Organisations as Communities
What if we brought the whole human being into the workplace? We’ve been talking in our changing practices and relationships cell about how to change how we work to help build relationships and community. Ben Collins suggests we think of organisations as communities in which we nurture relationships and trust people more and stop thinking about them in hierarchical ways, something which seems more possible in the light of Covid-19, as Zoom has been a great leveller. ‘Now there is an opportunity for our organisations to do something more conscious, more deliberate - acknowledge that power can come from the people who work in them - ultimately a force far greater than the artificial power invested in or created by those organisations themselves.’

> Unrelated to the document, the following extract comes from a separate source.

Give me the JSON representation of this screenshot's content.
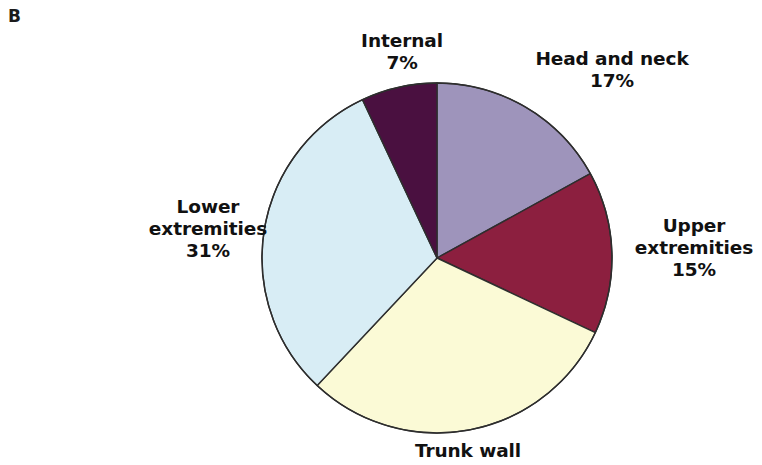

Are we always doing good? A blog about sharing power
Sufina Ahmad, Director of the John Ellerman Foundation, writes about why it’s essential that charitable foundations do more to share their power, summarising her opening remarks at our roundtable with funders in July. ‘We often take it as read that we are doing good – but are we? Discussions in the sector, especially in the last year or two, about racism, systemic and structural inequalities, power imbalances and our language and framing of issues as often being very deficits focused, suggests that we are perhaps part of the problem too.’ In this blog she explores how charitable foundations can share, build and wield power more effectively, drawing on the recommendations in NPC’s report, A rebalancing act: How funders can address power dynamics.
The people are rising - it’s time to listen
‘The people are rising,’ says Margo Horsley, ‘They want to be listened to and know that their voices have been valued as the world around them changes; they want to shape that change; they want to hold institutions to account.’ Drawing on her experience as founder and CEO of Fixers, she explains why people in organisations need to listen carefully and empathise before they act.